Have I mentioned that Farmer Bill is a stickler for waiting until his apples are perfectly ripe before he picks them?
Here's what we use to help us make that decision -- along with taste tests of course!
What is that bottle...? It looks like...?!? Yes, it's iodine, the kind you might use on cuts or scrapes, or take along camping to purify water. Now think back to your chemistry classes in school & reaction experiments. Iodine reacts with starch and turns black. It reacts with sugar and loses its color. The apples in the center of the picture show white in the center and black outside that. The bottom apple is a Zestar!, the middle apple is a Chestnut Crab, and the top apple (almost all black) is a Ginger Gold. As apples ripen the white center grows. At just slightly more white than is pictured, the apples are perfect for picking. Apples in normal storage will ripen and sweeten. Apples picked too ripe & put into storage will not keep as long. Apples picked too green will ripen & sweeten some, but may not gain the full flavor the grower and consumer would like. Just a few more days now & we'll be in the apple business for this season.
The apparatus in the top left corner is a refractometer. It measures the Brix. Brix is a measurement of the sucrose in a liquid solution (look it up in Wikipedia if you want a more thorough explanation). Because the apples also have fructose and other stuff in the liquid we squeeze from them, the refractometer only gives us an approximate sugar level & really doesn't tell us when the apples are ready. But it's pretty fun to use -- and we got to spend a bunch of money on it -- and it has a cool name.
Of course, the best way to tell when the apples are ready is to taste them. We have been tasting for a couple of weeks now -- and the 'green' taste is almost gone from the 3 earliest varieties. Coming soon to a farmers' market near you: Straight River Farm apples.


Exercise goal >>
Each line of the data that mentions the string "Global" needs to be identified and copied.

▶

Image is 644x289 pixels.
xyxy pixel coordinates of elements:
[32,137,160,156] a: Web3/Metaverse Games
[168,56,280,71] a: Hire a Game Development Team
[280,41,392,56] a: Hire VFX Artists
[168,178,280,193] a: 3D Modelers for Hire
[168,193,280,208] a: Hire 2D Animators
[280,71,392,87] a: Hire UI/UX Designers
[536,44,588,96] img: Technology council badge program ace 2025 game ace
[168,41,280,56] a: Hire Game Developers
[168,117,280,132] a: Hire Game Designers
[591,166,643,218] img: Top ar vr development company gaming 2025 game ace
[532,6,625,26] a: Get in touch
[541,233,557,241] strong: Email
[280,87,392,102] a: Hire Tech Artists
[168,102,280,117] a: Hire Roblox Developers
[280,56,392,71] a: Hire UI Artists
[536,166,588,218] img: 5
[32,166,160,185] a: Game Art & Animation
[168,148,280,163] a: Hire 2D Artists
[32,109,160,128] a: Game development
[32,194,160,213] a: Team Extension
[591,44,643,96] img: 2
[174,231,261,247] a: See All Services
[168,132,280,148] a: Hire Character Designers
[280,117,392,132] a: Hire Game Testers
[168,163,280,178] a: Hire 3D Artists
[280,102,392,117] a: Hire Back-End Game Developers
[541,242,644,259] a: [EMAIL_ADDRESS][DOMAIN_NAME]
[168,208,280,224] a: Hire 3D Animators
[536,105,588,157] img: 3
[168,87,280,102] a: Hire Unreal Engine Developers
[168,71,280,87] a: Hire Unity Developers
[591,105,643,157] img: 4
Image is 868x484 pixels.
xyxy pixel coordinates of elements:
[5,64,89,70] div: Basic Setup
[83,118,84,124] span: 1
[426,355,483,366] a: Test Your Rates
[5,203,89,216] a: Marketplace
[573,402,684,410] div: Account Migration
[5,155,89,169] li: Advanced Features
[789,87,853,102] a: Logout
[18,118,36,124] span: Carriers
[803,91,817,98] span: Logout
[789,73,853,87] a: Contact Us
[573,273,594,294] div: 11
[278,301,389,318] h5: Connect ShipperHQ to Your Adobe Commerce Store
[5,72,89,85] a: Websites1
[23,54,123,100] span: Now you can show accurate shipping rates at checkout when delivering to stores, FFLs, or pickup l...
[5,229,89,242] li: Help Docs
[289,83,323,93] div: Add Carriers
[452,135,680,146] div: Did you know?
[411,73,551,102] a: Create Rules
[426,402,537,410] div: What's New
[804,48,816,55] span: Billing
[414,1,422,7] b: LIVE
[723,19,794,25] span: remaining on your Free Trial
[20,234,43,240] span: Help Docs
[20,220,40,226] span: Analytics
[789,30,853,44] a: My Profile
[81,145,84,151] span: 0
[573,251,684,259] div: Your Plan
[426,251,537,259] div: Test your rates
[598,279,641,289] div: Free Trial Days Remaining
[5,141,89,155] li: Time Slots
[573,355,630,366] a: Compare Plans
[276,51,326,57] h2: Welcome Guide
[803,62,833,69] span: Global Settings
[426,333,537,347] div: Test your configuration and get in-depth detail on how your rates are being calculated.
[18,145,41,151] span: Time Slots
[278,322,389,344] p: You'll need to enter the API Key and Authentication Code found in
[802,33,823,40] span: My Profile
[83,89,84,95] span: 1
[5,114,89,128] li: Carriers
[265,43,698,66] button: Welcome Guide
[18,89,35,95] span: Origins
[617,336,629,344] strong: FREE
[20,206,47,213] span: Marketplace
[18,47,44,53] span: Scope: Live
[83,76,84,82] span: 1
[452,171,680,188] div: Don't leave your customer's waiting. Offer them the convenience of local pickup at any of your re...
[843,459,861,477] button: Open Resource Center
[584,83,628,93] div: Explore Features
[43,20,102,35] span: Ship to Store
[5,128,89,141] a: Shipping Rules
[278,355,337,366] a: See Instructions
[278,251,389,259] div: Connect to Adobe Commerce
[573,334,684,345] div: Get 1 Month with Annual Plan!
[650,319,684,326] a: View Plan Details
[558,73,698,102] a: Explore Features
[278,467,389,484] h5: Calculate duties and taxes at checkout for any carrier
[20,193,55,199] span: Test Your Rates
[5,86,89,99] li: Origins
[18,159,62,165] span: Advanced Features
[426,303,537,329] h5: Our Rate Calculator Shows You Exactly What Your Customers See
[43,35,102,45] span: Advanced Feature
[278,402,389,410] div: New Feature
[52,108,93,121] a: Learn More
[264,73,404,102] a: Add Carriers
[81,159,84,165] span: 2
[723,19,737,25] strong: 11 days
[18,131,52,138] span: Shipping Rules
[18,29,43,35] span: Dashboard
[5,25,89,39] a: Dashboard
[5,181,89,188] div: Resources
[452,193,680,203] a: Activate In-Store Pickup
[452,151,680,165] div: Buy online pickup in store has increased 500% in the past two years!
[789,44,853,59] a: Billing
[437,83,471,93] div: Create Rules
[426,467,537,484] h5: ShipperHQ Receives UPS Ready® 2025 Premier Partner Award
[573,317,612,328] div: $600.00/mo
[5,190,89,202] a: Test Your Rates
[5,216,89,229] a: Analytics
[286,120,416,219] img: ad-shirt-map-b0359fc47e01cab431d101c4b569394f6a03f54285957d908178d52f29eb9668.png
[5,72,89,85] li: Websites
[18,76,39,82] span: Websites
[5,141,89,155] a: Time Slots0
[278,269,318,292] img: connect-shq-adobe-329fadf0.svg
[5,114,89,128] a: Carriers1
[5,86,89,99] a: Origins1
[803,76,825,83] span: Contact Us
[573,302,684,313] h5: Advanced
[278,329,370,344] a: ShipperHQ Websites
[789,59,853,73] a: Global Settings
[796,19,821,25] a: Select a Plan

◀

Solution to this exercise >>
[803,62,833,69] span: Global Settings
[789,59,853,73] a: Global Settings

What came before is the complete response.